The Blackjewel Coal bankruptcy of summer 2019 exposed critical weaknesses in our state-based system of employee creditor protection. Notwithstanding employees’ priority over other unsecured creditors in bankruptcy, and notwithstanding a bonding requirement imposed by the State of Kentucky, Blackjewel’s final round of paychecks paid to employees ‘bounced,’ confronting employees with imminent personal bankruptcies, forgone medical and other services, and even mortgage foreclosure and homelessness.

Happily, ultimate resolution of the Blackjewel case later in autumn saw the employees made whole and the company investigated for fraud. But this solution was anything but assured before it was reached, and employees in any event suffered substantial harm in the form of disrupted family budgets and substantial uncertainty as to ultimate recovery for months – including, critically, just as a new school year was commencing for employee families’ children.

It would seem well advised, then, to put in place a more permanent and reliable process for cases like that of Blackjewel and its employees. What is needed is a solution that is uniformly applicable, reliable, and known in advance such that all concerned parties can bargain and plan ‘in the shadow’ of the regime. Our present arrangements are subject to vagaries of state law and state budgets that vary across state jurisdictional space and fiscal time. The obvious solution to the difficulties raised by such variance is to subject this realm, like that of bankruptcy itself, to federal legislation.
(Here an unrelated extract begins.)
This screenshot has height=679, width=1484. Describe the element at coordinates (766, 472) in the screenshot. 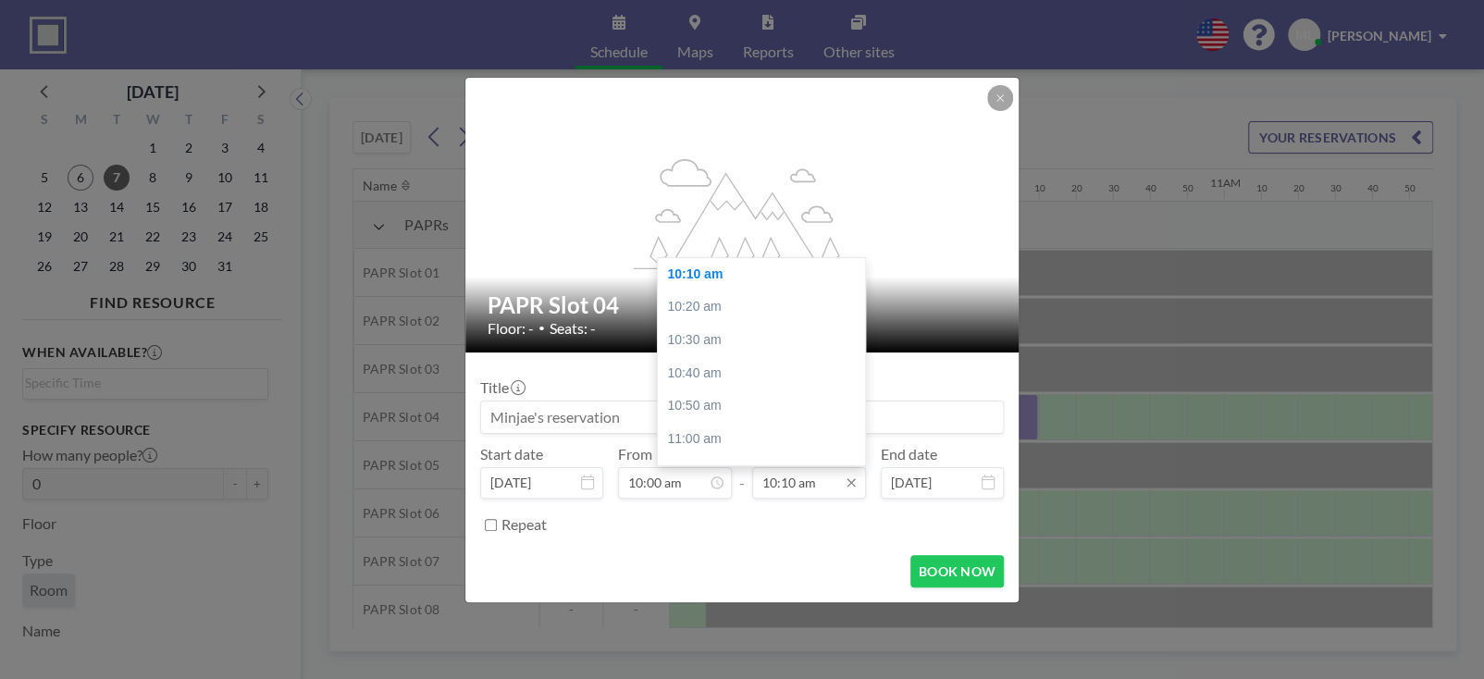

A bill I have recently drafted and advocated aims to ‘fit the bill’ in effect called-for by the Blackjewel affair. It does so by (a) assigning the Department of Labor (‘DOL’) a permanent representation role in future employer insolvencies; (b) federalizing the employer bonding requirements now found only in inconsistently administered state laws; (c) establishing an Employee Liquidity Support Fund to tide employees over while bankruptcy proceedings are pending; and (d) holding employing-firms’ executive officers personally liable for violations of the Act’s requirements.

The reason for DOL representation and oversight is to ensure that employees have a coherent and powerful representative ‘at the table’ during insolvency proceedings – one that is endowed with oversight authority not only during, but in advance of insolvencies.

The reason for federalizing employer bonding requirements is that states often vary over time in respect of the seriousness with which they administer such requirements, presumably in part for reasons sounding in lobbying pressures and ideology but also for reasons of basic capacity – large employers, after all, often are ‘bigger’ than the states that would supervise them.

The reason for establishing an Employee Liquidity Support Fund is presumably obvious. What made Blackjewel’s travails so hard on employees was precisely the fact that ultimate resolution was long in coming, while employee families’ daily living expenses couldn’t ‘wait.’ Against such a backdrop it makes sense for DOL to do for employees what our Federal Reserve does for financial institutions while insolvency and consolidation proceedings are underway – viz., provide tide-over funding.

Finally, the reason for holding executive officers personally liable for compliance with the Act’s requirements should be obvious as well. For again as in the case of financial institutions, so here the only surefire way of ‘incentivizing’ firms to comply is to incentivize those through whom all firms act – their executives, as the term ‘executive’ (derived from ‘execute’) itself suggests. Diffuse shareholders, who often lack power over corporate officers, and insider shareholders, who often have interests at odds with the interests of non-executive employees in any event, simply aren’t up to the task.

Employing firms, their executives and their owners have enjoyed multiple forms of state patronage for decades in our nation, while employees have in general enjoyed only sporadic assistance from public sector institutions and, less now than any time since the early 20th century, labor unions. This Act will help further a cause that’s increasingly now recognized once again to be both morally and economically compelling: That is the task of protecting the interests of our own productive citizenry – our labor force.